The Dark Dimension mode (5 of 5)

We see a completely new mode for the Eye in the Dark Dimension. With a flourish of his right hand over his left forearm, a band of green lines begin orbiting his forearm just below his wrist. (Another orbits just below his elbow, just off-camera in the animated gif.) The band signals that Strange has set this point in time as a “save point,” like in a video game. From that point forward, when he dies, time resets and he is returned here, alive and well, though he and anyone else in the loop is aware that it happened.

Dark-Dimension-savepoint.gif

In the scene he’s confronting a hostile god-like creature on its own mystical turf, so he dies a lot.

DoctorStrange-disintegrate.png

An interesting moment happens when Strange is hopping from the blue-ringed planetoid to the one close to the giant Dormammu face. He glances down at his wrist, making sure that his savepoint was set. It’s a nice tell, letting us know that Strange is a nervous about facing the giant, Galactus-sized primordial evil that is Dormammu. This nervousness ties right into the analysis of this display. If we changed the design, we could put him more at ease when using this life-critical interface.

DoctorStrange-thisthingon.png

Initiating gesture

The initiating gesture doesn’t read as “set a savepoint.” This doesn’t show itself as a problem in this scene, but if the gesture did have some sort of semantic meaning, it would make it easier for Strange to recall and perform correctly. Maybe if his wrist twist transitioned from moving splayed fingers to his pointing with his index finger to his wrist…ok, that’s a little too on the nose, so maybe…toward the ground, it would help symbolize the here & now that is the savepoint. It would be easier for Strange to recall and feel assured that he’d done the right thing.

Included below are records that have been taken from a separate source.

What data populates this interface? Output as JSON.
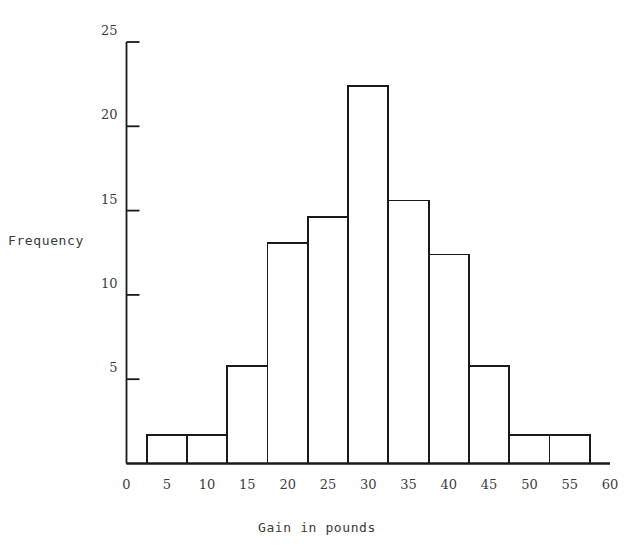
{
  "chart_data": {
    "type": "bar",
    "title": "",
    "subtitle": "",
    "xlabel": "Gain in pounds",
    "ylabel": "Frequency",
    "xlim": [
      0,
      60
    ],
    "ylim": [
      0,
      25
    ],
    "xticks": [
      0,
      5,
      10,
      15,
      20,
      25,
      30,
      35,
      40,
      45,
      50,
      55,
      60
    ],
    "xtick_labels": [
      "0",
      "5",
      "10",
      "15",
      "20",
      "25",
      "30",
      "35",
      "40",
      "45",
      "50",
      "55",
      "60"
    ],
    "yticks": [
      5,
      10,
      15,
      20,
      25
    ],
    "ytick_labels": [
      "5",
      "10",
      "15",
      "20",
      "25"
    ],
    "grid": false,
    "legend": null,
    "bin_width": 5,
    "bin_edges": [
      2.5,
      7.5,
      12.5,
      17.5,
      22.5,
      27.5,
      32.5,
      37.5,
      42.5,
      47.5,
      52.5,
      57.5
    ],
    "categories": [
      "2.5-7.5",
      "7.5-12.5",
      "12.5-17.5",
      "17.5-22.5",
      "22.5-27.5",
      "27.5-32.5",
      "32.5-37.5",
      "37.5-42.5",
      "42.5-47.5",
      "47.5-52.5",
      "52.5-57.5"
    ],
    "values": [
      1.7,
      1.7,
      5.8,
      13.1,
      14.6,
      22.4,
      15.6,
      12.4,
      5.8,
      1.7,
      1.7
    ],
    "bar_color": "#ffffff",
    "bar_edge_color": "#1a1a1a",
    "axis_color": "#1a1a1a"
  },
  "axes": {
    "y_title": "Frequency",
    "x_title": "Gain in pounds"
  }
}
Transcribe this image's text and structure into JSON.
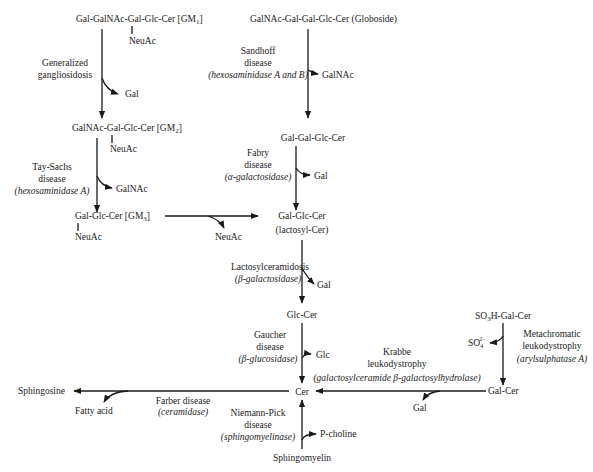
{
  "compounds": {
    "gm1": {
      "main": "Gal-GalNAc-Gal-Glc-Cer [GM",
      "sub": "1",
      "close": "]",
      "branch": "NeuAc"
    },
    "globoside": {
      "label": "GalNAc-Gal-Gal-Glc-Cer (Globoside)"
    },
    "gm2": {
      "main": "GalNAc-Gal-Glc-Cer [GM",
      "sub": "2",
      "close": "]",
      "branch": "NeuAc"
    },
    "trihexosyl": {
      "label": "Gal-Gal-Glc-Cer"
    },
    "gm3": {
      "main": "Gal-Glc-Cer [GM",
      "sub": "3",
      "close": "]",
      "branch": "NeuAc"
    },
    "lactosyl": {
      "line1": "Gal-Glc-Cer",
      "line2": "(lactosyl-Cer)"
    },
    "glccer": {
      "label": "Glc-Cer"
    },
    "cer": {
      "label": "Cer"
    },
    "sulfatide": {
      "pre": "SO",
      "sub": "3",
      "post": "H-Gal-Cer"
    },
    "galcer": {
      "label": "Gal-Cer"
    },
    "sphingosine": {
      "label": "Sphingosine"
    },
    "sphingomyelin": {
      "label": "Sphingomyelin"
    }
  },
  "diseases": {
    "generalized": {
      "line1": "Generalized",
      "line2": "gangliosidosis"
    },
    "sandhoff": {
      "line1": "Sandhoff",
      "line2": "disease",
      "enzyme": "(hexosaminidase A and B)"
    },
    "taysachs": {
      "line1": "Tay-Sachs",
      "line2": "disease",
      "enzyme": "(hexosaminidase A)"
    },
    "fabry": {
      "line1": "Fabry",
      "line2": "disease",
      "enzyme": "(α-galactosidase)"
    },
    "lactosylceramidosis": {
      "line1": "Lactosylceramidosis",
      "enzyme": "(β-galactosidase)"
    },
    "gaucher": {
      "line1": "Gaucher",
      "line2": "disease",
      "enzyme": "(β-glucosidase)"
    },
    "krabbe": {
      "line1": "Krabbe",
      "line2": "leukodystrophy",
      "enzyme": "(galactosylceramide β-galactosylhydrolase)"
    },
    "metachromatic": {
      "line1": "Metachromatic",
      "line2": "leukodystrophy",
      "enzyme": "(arylsulphatase A)"
    },
    "farber": {
      "line1": "Farber disease",
      "enzyme": "(ceramidase)"
    },
    "niemann": {
      "line1": "Niemann-Pick",
      "line2": "disease",
      "enzyme": "(sphingomyelinase)"
    }
  },
  "products": {
    "gm1_gal": "Gal",
    "globo_galnac": "GalNAc",
    "gm2_galnac": "GalNAc",
    "fabry_gal": "Gal",
    "gm3_neuac": "NeuAc",
    "lacto_gal": "Gal",
    "gaucher_glc": "Glc",
    "sulfate": {
      "pre": "SO",
      "sub": "4",
      "sup": "2−"
    },
    "krabbe_gal": "Gal",
    "fatty_acid": "Fatty acid",
    "pcholine": "P-choline"
  }
}
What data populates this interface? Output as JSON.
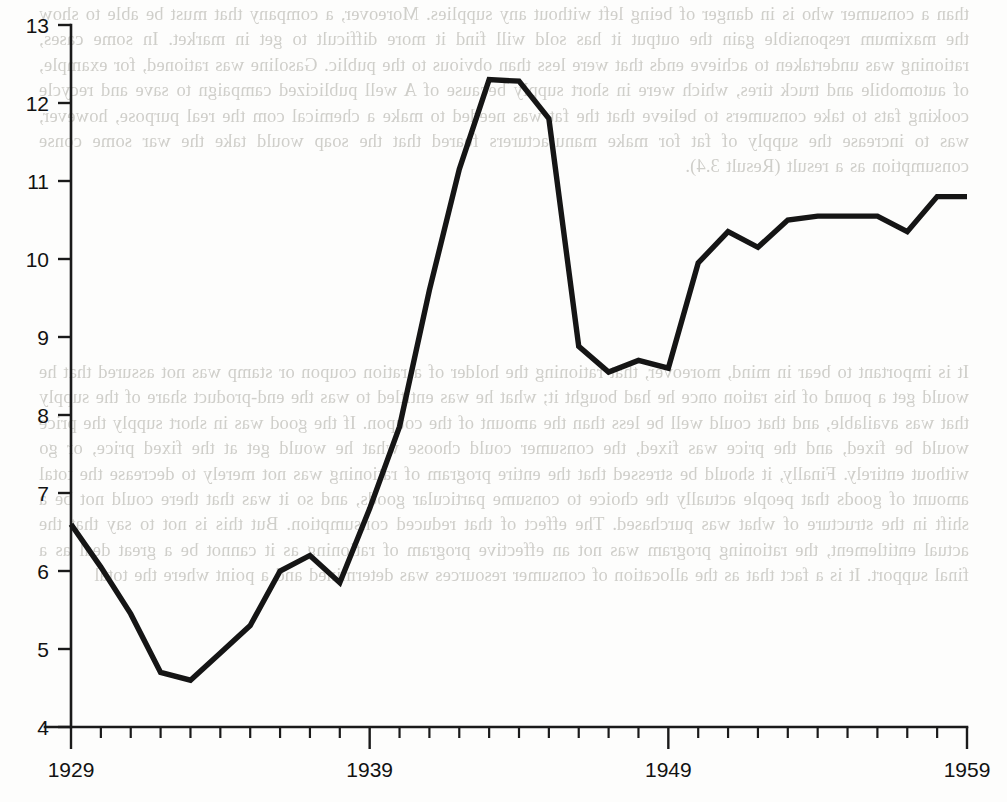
{
  "page": {
    "kind": "scanned-book-page-with-figure",
    "width": 1007,
    "height": 802,
    "background_color": "#fdfdfc",
    "ink_color": "#151515"
  },
  "bleed_through_text": {
    "note": "faint mirrored text showing through from the reverse side of the scanned page",
    "color": "#9a9890",
    "block_1": "than a consumer who is in danger of being left without any supplies. Moreover, a company that must be able to show the maximum responsible gain the output it has sold will find it more difficult to get in market. In some cases, rationing was undertaken to achieve ends that were less than obvious to the public. Gasoline was rationed, for example, of automobile and truck tires, which were in short supply because of A well publicized campaign to save and recycle cooking fats to take consumers to believe that the fat was needed to make a chemical com the real purpose, however, was to increase the supply of fat for make manufacturers feared that the soap would take the war some conse consumption as a result (Result 3.4).",
    "block_2": "It is important to bear in mind, moreover, that rationing the holder of a ration coupon or stamp was not assured that he would get a pound of his ration once he had bought it; what he was entitled to was the end-product share of the supply that was available, and that could well be less than the amount of the coupon. If the good was in short supply the price would be fixed, and the price was fixed, the consumer could choose what he would get at the fixed price, or go without entirely. Finally, it should be stressed that the entire program of rationing was not merely to decrease the total amount of goods that people actually the choice to consume particular goods, and so it was that there could not be a shift in the structure of what was purchased. The effect of that reduced consumption. But this is not to say that the actual entitlement, the rationing program was not an effective program of rationing as it cannot be a great deal as a final support. It is a fact that as the allocation of consumer resources was determined and a point where the total"
  },
  "chart_data": {
    "type": "line",
    "title": "",
    "xlabel": "",
    "ylabel": "",
    "xlim": [
      1929,
      1959
    ],
    "ylim": [
      4,
      13
    ],
    "grid": false,
    "legend": null,
    "y_ticks": [
      4,
      5,
      6,
      7,
      8,
      9,
      10,
      11,
      12,
      13
    ],
    "y_tick_labels": [
      "4",
      "5",
      "6",
      "7",
      "8",
      "9",
      "10",
      "11",
      "12",
      "13"
    ],
    "x_tick_major": [
      1929,
      1939,
      1949,
      1959
    ],
    "x_tick_major_labels": [
      "1929",
      "1939",
      "1949",
      "1959"
    ],
    "x_tick_minor_step": 1,
    "x": [
      1929,
      1930,
      1931,
      1932,
      1933,
      1934,
      1935,
      1936,
      1937,
      1938,
      1939,
      1940,
      1941,
      1942,
      1943,
      1944,
      1945,
      1946,
      1947,
      1948,
      1949,
      1950,
      1951,
      1952,
      1953,
      1954,
      1955,
      1956,
      1957,
      1958,
      1959
    ],
    "series": [
      {
        "name": "series-1",
        "color": "#151515",
        "values": [
          6.6,
          6.05,
          5.45,
          4.7,
          4.6,
          4.95,
          5.3,
          6.0,
          6.2,
          5.85,
          6.8,
          7.85,
          9.6,
          11.15,
          12.3,
          12.28,
          11.8,
          8.88,
          8.55,
          8.7,
          8.6,
          9.95,
          10.35,
          10.15,
          10.5,
          10.55,
          10.55,
          10.55,
          10.35,
          10.8,
          10.8
        ]
      }
    ]
  },
  "axes_geometry": {
    "plot_left_px": 71,
    "plot_right_px": 967,
    "plot_top_px": 25,
    "plot_bottom_px": 727,
    "y_min": 4,
    "y_max": 13,
    "x_min": 1929,
    "x_max": 1959
  }
}
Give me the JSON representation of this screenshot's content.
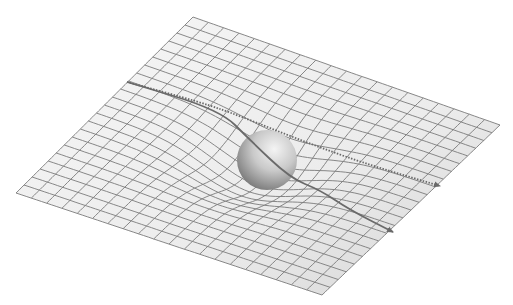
{
  "figure": {
    "width": 513,
    "height": 305,
    "background": "#ffffff"
  },
  "plane": {
    "corners": {
      "top": [
        193,
        17
      ],
      "right": [
        500,
        125
      ],
      "bottom": [
        322,
        295
      ],
      "left": [
        16,
        193
      ]
    },
    "grid_divisions_u": 20,
    "grid_divisions_v": 22,
    "fill_light": "#f4f4f4",
    "fill_dark": "#d6d6d6",
    "line_color": "#7a7a7a"
  },
  "well": {
    "center_uv": [
      0.5,
      0.5
    ],
    "depth_px": 28,
    "radius_uv": 0.2
  },
  "sphere": {
    "cx": 267,
    "cy": 160,
    "r": 30,
    "highlight": "#f2f2f2",
    "shade": "#6e6e6e"
  },
  "paths": [
    {
      "name": "straight-path-deflected",
      "style": "dotted-then-solid",
      "points": [
        [
          127,
          82
        ],
        [
          200,
          102
        ],
        [
          240,
          116
        ],
        [
          300,
          140
        ],
        [
          360,
          162
        ],
        [
          440,
          186
        ]
      ],
      "color": "#6a6a6a"
    },
    {
      "name": "bent-path",
      "style": "solid",
      "points": [
        [
          127,
          82
        ],
        [
          220,
          110
        ],
        [
          250,
          140
        ],
        [
          290,
          178
        ],
        [
          320,
          190
        ],
        [
          350,
          210
        ],
        [
          393,
          232
        ]
      ],
      "color": "#6a6a6a"
    }
  ]
}
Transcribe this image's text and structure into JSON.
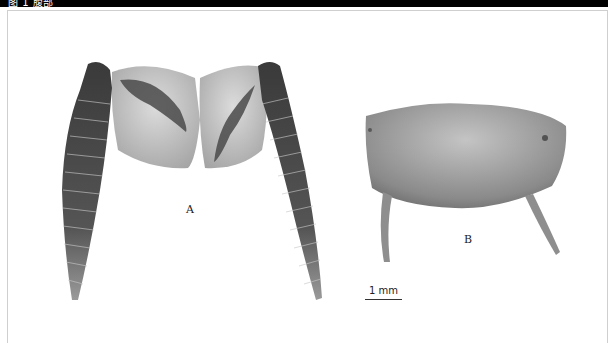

I have questions about the extents of the time loop effect. Is it the whole Dark Dimension? Is it also Earth? Is it the Universe? Is it just a sphere, like the other modes of the Eye? How does he set these? There’s not enough information in the movie to backworld this, but unless the answer is “it affects everything” there seems to be some variables missing in the initiating gesture.

Setpoint-active signal

But where the initiating gesture doesn’t appear to be a problem in the scene, the wrist-glance indicates that the display is. Note that, other than being on the left forearm instead of the right, the bands look identical to the ones in the Tibet and Hong Kong modes. (Compare the Tibet screenshot below.) If Strange is relying on the display to ensure that his savepoint was set, having it look identical is not as helpful as it would be if the visual was unique. “Wait,” he might think, “Am I in the right mode, here?

Eye-of-Agamoto10.png

In a redesign, I would select an animated display that was not a loop, but an indication that time was passing. It can’t be as literal as a clock of course. But something that used animation to suggest time was progressing linearly from a point. Maybe something like the binary clock from Mission to Mars (see below), rendered in the graphic language of the Eye. Maybe make it base-3 to seem not so technological.

binary_clock_10fps.gif

Seeing a display that is still, on invocation—that becomes animated upon initialization—would mean that all he has to do is glance to confirm the unique display is in motion. “Yes, it’s working. I’m in the Groundhog Day mode, and the savepoint is set.